Details of the “facelift” are very sketchy as the Department of Health yesterday flatly refused to discuss its plans, except to say that it was turning CMH into a 350-bed hospital, which will have a nursing college, a 150-bed step-down facility and a 100-bed psychiatric unit. The new facility will also be equipped with state-of-the art equipment.
But Jajula, who has consistently denied that there were plans to downgrade CMH, again dismissed the existence of this plan. “We are not reducing it to anything, there is no downgrading, we are upgrading. Let us leave it there,” said Jajula responding to this newspaper’s questions.
In April Jajula admitted that CMH was to be stripped of its specialised services, claiming that the plan was a continuation of a pre-2004 policy that identified public health centres as the pivotal point of the health system.
“This is not a policy change but rather a government concept to strengthen the public health sector and to distribute resources according to the disease profile,” she said then.
But yesterday she again refused to discuss the contents of a controversial plan to rationalise health services in the Eastern Cape.
Authored by a team established by the Department of Health, it outlines plans to reshape the health service delivery system, including downgrading a quarter of the province’s 92 hospitals and dismantling the province’s three hospital complexes.
The existence of the plan was uncovered by othe Daily Dispatch last November, but attempts to draw departmental officials, including the MEC and Superintendent-General Lawrence Boya, to discuss them drew rebukes and denials – despite evidence that a discussion document existed and that meetings about a proposed overhaul of the public health system were held.

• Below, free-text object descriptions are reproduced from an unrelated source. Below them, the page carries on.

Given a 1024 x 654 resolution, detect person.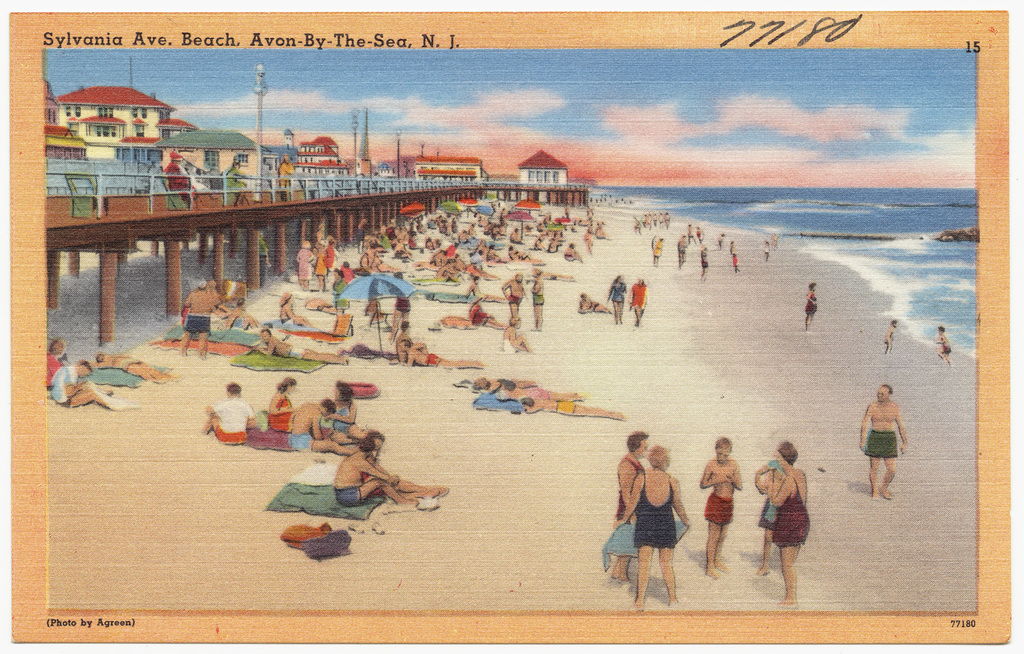
<box>503,274,524,315</box>.
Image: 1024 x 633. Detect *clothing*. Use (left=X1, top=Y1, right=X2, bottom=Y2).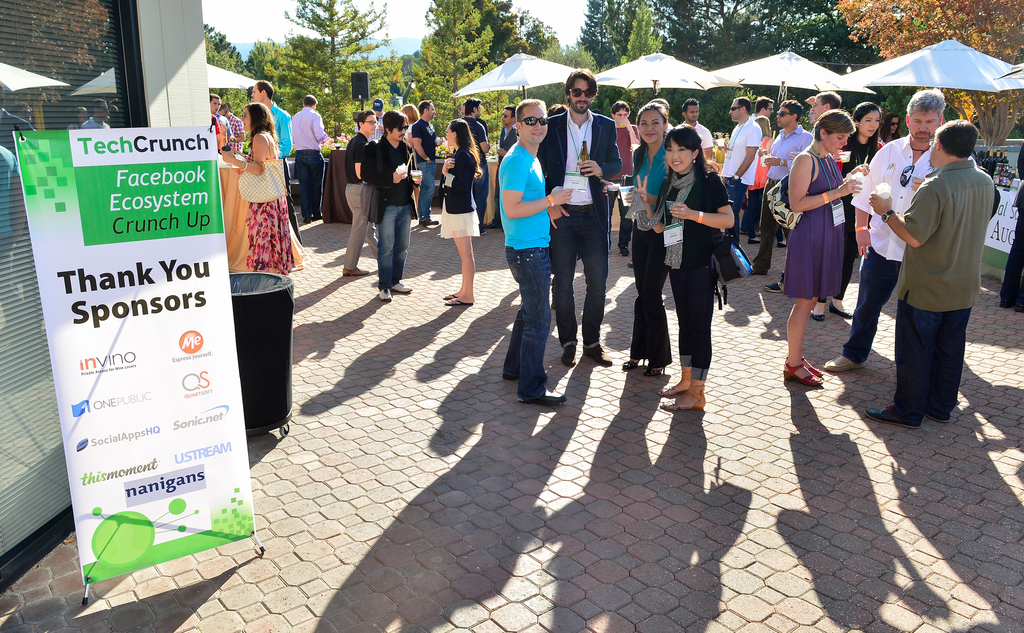
(left=848, top=136, right=936, bottom=356).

Jajula told the media and stakeholders that CMH would be elevated to high 21st century standards. “Mdantsane will witness the best hospital in the Eastern Cape which will be second to Nelson Mandela Academic Hospital. We must meet the millennium goal as the city will host practice matches for the World Cup,” said Jajula.
She has, however, failed to provide more details.
The construction will be done in seven phases.
Department spokesperson Sizwe Kupelo said he could not comment as the document was currently before cabinet.
CHM has regional hospital status and provides specialists and surgery in paediatrics, obstetrics and gynaecology, psychiatry, diagnostic radiology and anaesthetics.